§ **EXERCISE REQUIREMENTS**:
Having located "This screenshot has", write out its line and the remaining lines of the material exactly, the last one included, but not the pictures.

*** EXTRACTED DATA ***

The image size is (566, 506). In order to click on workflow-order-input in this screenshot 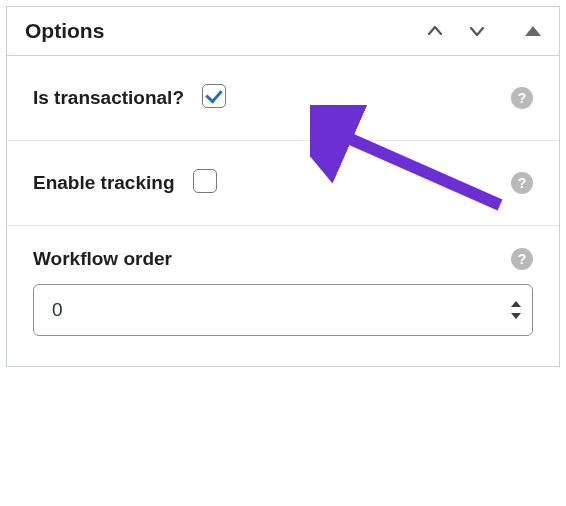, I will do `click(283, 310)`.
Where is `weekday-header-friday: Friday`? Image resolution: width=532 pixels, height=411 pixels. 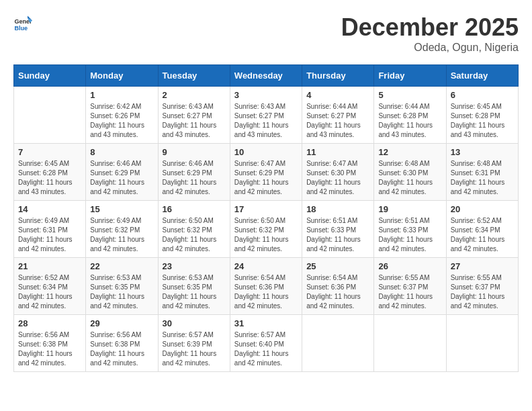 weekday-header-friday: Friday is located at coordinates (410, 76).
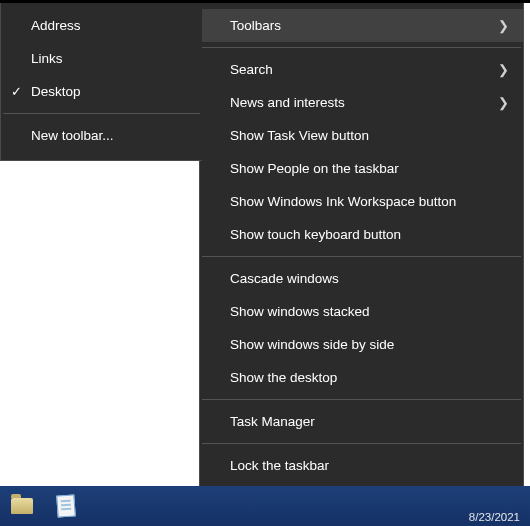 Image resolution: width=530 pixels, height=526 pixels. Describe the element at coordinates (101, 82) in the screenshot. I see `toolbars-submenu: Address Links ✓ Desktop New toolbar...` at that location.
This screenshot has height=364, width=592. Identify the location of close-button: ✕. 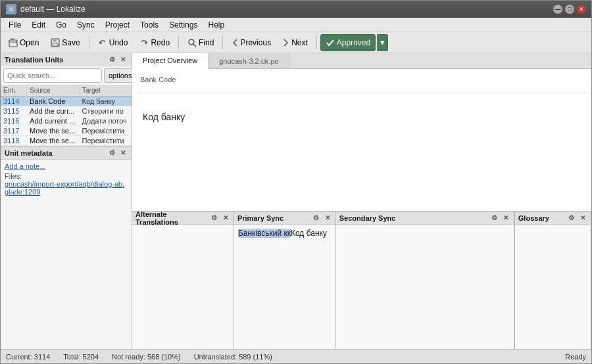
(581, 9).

*** End of EXTRACTED DATA ***

§ **SOLVED EXERCISE**:
This screenshot has height=364, width=592. Identify the location of close-button: ✕. 
(581, 9).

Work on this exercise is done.